Can the Jury Be Told of a Defendant’s Municipal Court Guilty Finding in a Civil Court Jury Trial Opening?

Barnes v. Flannery.  November 22, 2106 Appellate Division Decision.

Submitted by New Jersey Criminal Lawyer, Jeffrey Hark.

Often in personal injury cases defendants who caused the crash are charged with violation of the Title 39 Motor Vehicle Code. Long before any civil personal injury trial these defendants usually go to municipal court and either have a trial before a municipal court judge, plead guilty, or just pay the fine the New Jersey’s automatic fine pain program on the Internet.

In this case the Plaintiff’s attorney wanted to introduce to the jury the defendant’s Municipal Court trial conviction for careless driving and failure to maintain a lane in his opening even though the defendant did not testify at the municipal court hearing.   The judge allowed this evidence in the attorney’s opening of the trial, but changed his mind the next day after the defense attorney obviously brought the rule of evidence and caselaw to the judges attention that prohibited this evidence from being brought in front of the jury.

New Jersey Rule  of Evidence 803(c)( 22 ) allows evidence of a final judgment of guilt only for an indictable offense, not a traffic charge under Title 39. In addition there is a New Jersey Supreme Court decision from 2015, Maida v. Kuslin, 221 N.J. 126 (2015), which precludes a civil trial judge from admitting evidence in a civil trial of a defendant’s traffic court conviction because the defendant never admitted guilt.

On the second day of the civil jury trial the defendant moved from a mistrial based on the evidence presented in plaintiffs opening. On the third day of trial the judge instructed the jury to disregard that evidence because they should not have heard it.   The jury returned a verdict in the amount of $ 375,000 and found the defendant 100% responsible.   The defendant appealed arguing the judge’s curative instruction was not sufficient to cure the prejudice suffered when the defendants Municipal Court guilty finding was presented to the jury.

The question in this case is whether the judge’s curative instruction regarding the inadmissible evidence cured the prejudicial effect in the juries eyes. The standard of review is whether the trial judge, with his ‘view of the case’ is best equipped to gauge the effect of the curative or limiting instruction fixed the problem in the jury’s eyes.  Further, the defendants request for a mistrial, as an extraordinary remedy, should only be exercised when necessary to prevent an obvious failure of justice. The appellate courts have been instructed not to reverse a trial court’s denial of a mistrial  request unless the moving party can clearly show actual harm or that the court abused its discretion at the trial level by the moving party.

In this case the jury was provided a statement that “the reference by plaintiff’s counsel concerning the municipal court’s guilty finding” shall not be considered in any manner during deliberations quote.
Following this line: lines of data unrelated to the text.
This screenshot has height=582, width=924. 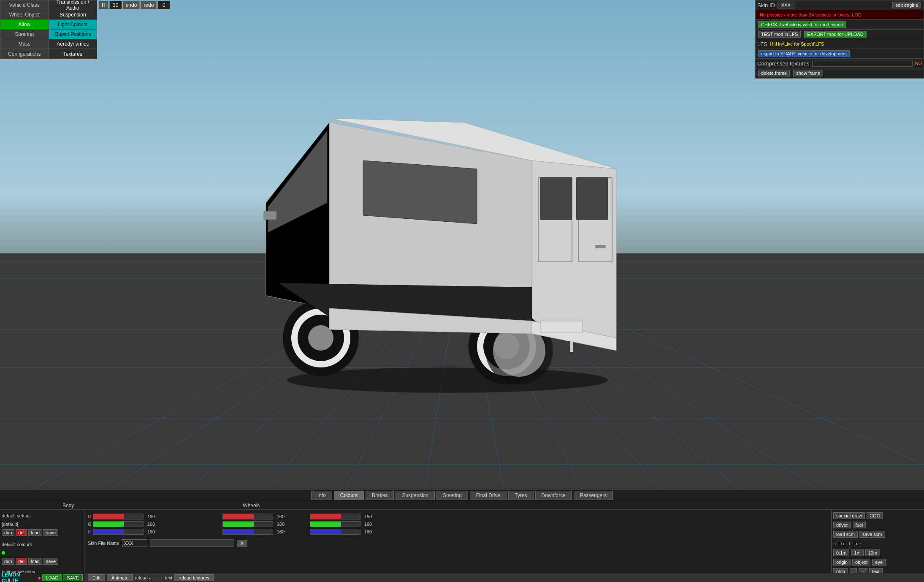 I want to click on body-r-row: R 160, so click(x=122, y=517).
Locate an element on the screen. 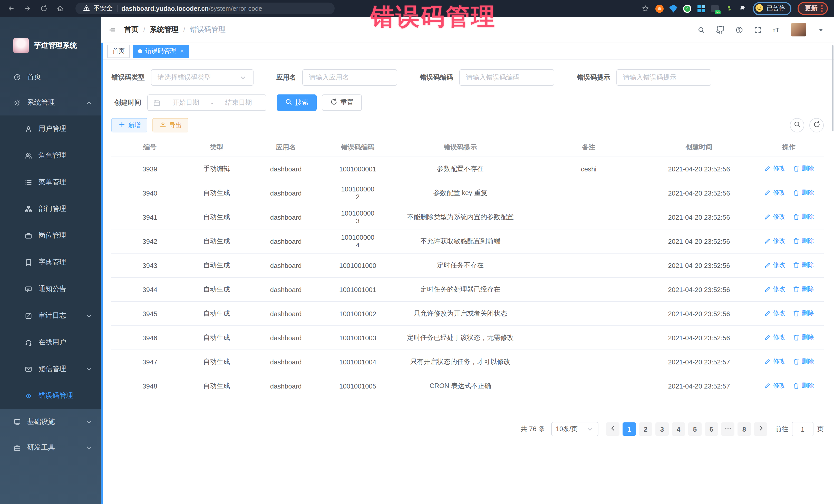 Image resolution: width=834 pixels, height=504 pixels. github-icon is located at coordinates (720, 30).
The appellate court found this very instruction had been ruled ‘sufficient to cure the error in other cases’. As a result, this reviewing court found no abuse of discretion when the trial court denied a request for the mistrial because the exact same correcting language was used.

The appellate panel also focused on the fact that the offending statement by counsel was used “in argument” (the attorney’s opening) as opposed to actual evidence presented to the jury. This appellate panel also admonished us as readers that,  “In addition, the trial court’s jury instructions prior to delivering the case to the jury is that their deliberations must be made based on the “evidence” and the attorneys arguments are only “argument”, not “evidence “.”

Finally the appellate panel made reference to the New Jersey Supreme Court statement, “improper argument of counsel are rendered harmless by the courts correcting instructions because the jury is presumed to follow the courts instructions rather than counsel’s arguments ” and , “our Courts act on the believe an expectation that jurors will follow the instructions given them by the court… And hold in high regard the capacity and integrity of jurors’ ability to follow the trial court curative instruction’s”.

As an important aside, the appellate panel did consider the trial court’s reference to the particularly overwhelming physical evidence against the defendant, the police officers testimony, plaintiffs testimony, and the courts finding that the defendants contrary testimony was “totally not credible” and “metaphysically impossible”. Factually, the defendant drove into on coming traffic and struck the plaintiff causing substantial injuries.  In other words, in weighing the curative instruction error and delay in giving that instruction to the jury against the defendant’s credibility and all of the facts of the case, the trial judge had the best “feel of the case” to gauge the prejudicial effect of the attorney’s comments in the opening.

It appears in this case the defense attorney was attempting to capitalize on a minor error in order to secure a new trial after a $375,000  jury verdict was rendered. The trial judge weighed all of the actual evidence against any alleged harm given the plaintiff’s attorney’s opening statement at trial and threw out the defendant’s argument. The defendant was not going to get another bite of the same apple given his overwhelming culpability in the crash and resulting substantial injuries to plaintiff.

Criminal Civil Lawyer

Jeffrey Hark is a New Jersey Civil and Criminal Lawyer.